I haven't read the whole thread, but my take on it as a newjoiner:

Nable didn't seem to work. I got a bounce iirc. The reply/quoting format
was quite uncommon too..

As part of the process I had to join the ML anyway, so I went to the
archives to find the thread I wanted to reply to.

The "download mbox" option doesn't work, I get asked for a user/password
every time (I would've downloaded archives for the lats two months to
get continuation on most threads).

The resend option does work, but you have to wait 30 seconds between
messages, and I like to have the entire thread as it makes it easier to
follow.

Regards,

--
Thomas





Re: ADD FOREIGN KEY fails, but the records exist

2021-02-15 Thread Adrian Klaver

On 2/15/21 8:55 AM, Ron wrote:






The time portions of the part_date fields don't match...

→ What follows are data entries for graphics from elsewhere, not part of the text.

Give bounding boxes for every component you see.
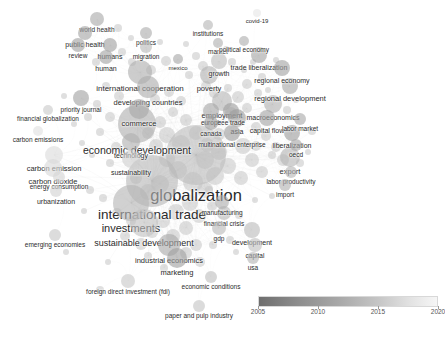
network-node[interactable] [50,185,62,197]
network-node[interactable] [204,116,218,130]
node-label: gdp [214,236,225,243]
network-node[interactable] [245,153,259,167]
network-map-canvas[interactable]: globalizationinternational tradeeconomic… [0,0,445,337]
node-label: poverty [197,85,222,93]
network-node[interactable] [157,39,163,45]
network-node[interactable] [285,166,297,178]
network-node[interactable] [179,221,193,235]
network-node[interactable] [99,50,113,64]
network-node[interactable] [121,274,135,288]
network-node[interactable] [183,41,189,47]
network-node[interactable] [167,248,187,268]
node-label: marketing [161,269,194,277]
node-label: urbanization [37,198,75,205]
node-label: labor productivity [266,179,315,186]
network-node[interactable] [252,197,258,203]
node-label: review [69,53,88,60]
network-node[interactable] [96,128,104,136]
network-node[interactable] [185,71,193,79]
network-node[interactable] [61,93,67,99]
network-node[interactable] [53,171,65,183]
network-node[interactable] [224,125,240,141]
network-node[interactable] [105,112,115,122]
node-label: usa [248,265,258,272]
network-node[interactable] [269,193,275,199]
node-label: political economy [219,47,269,54]
network-node[interactable] [259,110,275,126]
network-node[interactable] [212,221,226,235]
network-node[interactable] [49,229,61,241]
node-layer[interactable]: globalizationinternational tradeeconomic… [0,0,445,337]
node-label: foreign direct investment (fdi) [86,289,170,296]
node-label: carbon emissions [13,137,64,144]
network-node[interactable] [223,103,239,119]
network-node[interactable] [128,35,134,41]
network-node[interactable] [215,195,229,209]
network-node[interactable] [168,107,178,117]
network-node[interactable] [33,126,43,136]
node-label: manufacturing [201,210,242,217]
network-node[interactable] [233,249,239,255]
network-node[interactable] [193,300,205,312]
network-node[interactable] [180,114,192,126]
node-label: emerging economies [25,242,85,249]
network-node[interactable] [84,113,92,121]
network-node[interactable] [234,171,248,185]
node-label: paper and pulp industry [165,313,233,320]
network-node[interactable] [232,91,244,103]
node-label: migration [133,54,160,61]
node-label: canada [200,131,221,138]
network-node[interactable] [140,27,152,39]
node-label: labor market [282,126,318,133]
network-node[interactable] [81,208,87,214]
network-node[interactable] [99,194,107,202]
network-node[interactable] [106,159,114,167]
network-node[interactable] [268,151,276,159]
network-node[interactable] [242,79,252,89]
network-node[interactable] [43,105,53,115]
node-label: import [276,192,294,199]
node-label: financial globalization [17,116,79,123]
network-node[interactable] [205,271,217,283]
network-node[interactable] [140,41,152,53]
node-label: economic conditions [182,284,241,291]
network-node[interactable] [248,238,262,252]
network-node[interactable] [283,106,291,114]
node-label: commerce [121,120,156,128]
network-node[interactable] [105,259,111,265]
network-node[interactable] [71,38,85,52]
network-node[interactable] [290,139,302,151]
network-node[interactable] [129,99,149,119]
network-node[interactable] [247,252,259,264]
network-node[interactable] [253,9,261,17]
network-node[interactable] [256,166,268,178]
node-label: capital flow [250,127,285,134]
network-node[interactable] [122,133,140,151]
node-label: oecd [289,152,303,159]
network-node[interactable] [203,20,213,30]
network-node[interactable] [305,149,311,155]
network-node[interactable] [137,76,159,98]
legend-tick-row: 2005201020152020 [258,307,438,319]
network-node[interactable] [90,12,104,26]
network-node[interactable] [279,179,291,191]
network-node[interactable] [274,60,290,76]
network-node[interactable] [294,113,306,125]
network-node[interactable] [73,90,89,106]
network-node[interactable] [244,222,260,238]
network-node[interactable] [211,53,227,69]
network-node[interactable] [122,150,140,168]
year-legend: 2005201020152020 [258,296,438,319]
network-node[interactable] [192,52,200,60]
node-label: regional economy [254,77,309,84]
network-node[interactable] [265,87,271,93]
network-node[interactable] [63,249,69,255]
node-label: multinational enterprise [198,142,265,149]
network-node[interactable] [239,36,249,46]
node-label: regional development [254,95,326,103]
legend-tick-label: 2010 [311,308,325,315]
network-node[interactable] [173,54,183,64]
node-label: sustainability [111,169,151,176]
network-node[interactable] [130,209,158,237]
network-node[interactable] [114,24,122,32]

sides=> ALTER TABLE employer_response
     ADD CONSTRAINT amended_response_fk FOREIGN KEY 
(amended_response_id, part_date)

     REFERENCES employer_response(employer_response_id, part_date)
     ON DELETE NO ACTION DEFERRABLE INITIALLY DEFERRED ;
ERROR:  insert or update on table "employer_response_p2021_01" violates 
foreign key constraint "amended_response_fk"
DETAIL:  Key (amended_response_id, part_date)=(103309154, 2021-01-06 
00:00:00) is not present in table "employer_response".

sides=>

sides=> select employer_response_id, amended_response_id, part_date
from strans.employer_response
where amended_response_id = 103309154;
employer_response_id | amended_response_id | part_date
--+-+-
     103309156 | *103309154 *| 2021-01-06*00:00:00*
(1 row)

sides=>
sides=>
sides=> select employer_response_id, amended_response_id, part_date
from strans.employer_response
where employer_response_id = 103309154;
employer_response_id | amended_response_id | part_date
--+-+-
*103309154* | | 2021-01-06 *15:14:03*
(1 row)


To add to my previous post regarding the part about the data transfer 
process. You might look for code that did something like:


select current_date::timestamp;

current_date
-
 2021-02-15 00:00:00

In other words turned a date into a timestamp.




--
Angular momentum makes the world go 'round.



--
Adrian Klaver
adrian.kla...@aklaver.com




Re: ADD FOREIGN KEY fails, but the records exist

2021-02-15 Thread Ron

On 2/15/21 10:58 AM, Adrian Klaver wrote:

On 2/15/21 8:55 AM, Ron wrote:



On 2/15/21 10:27 AM, Adrian Klaver wrote:

On 2/15/21 8:23 AM, Ron wrote:

On 2/15/21 10:17 AM, Adrian Klaver wrote:

On 2/15/21 8:12 AM, Ron wrote:

Postgresql 12.5




The error:

DETAIL:  Key (amended_response_id, part_date)=(103309154, 2021-01-06 
00:00:00) is not present in table "employer_response"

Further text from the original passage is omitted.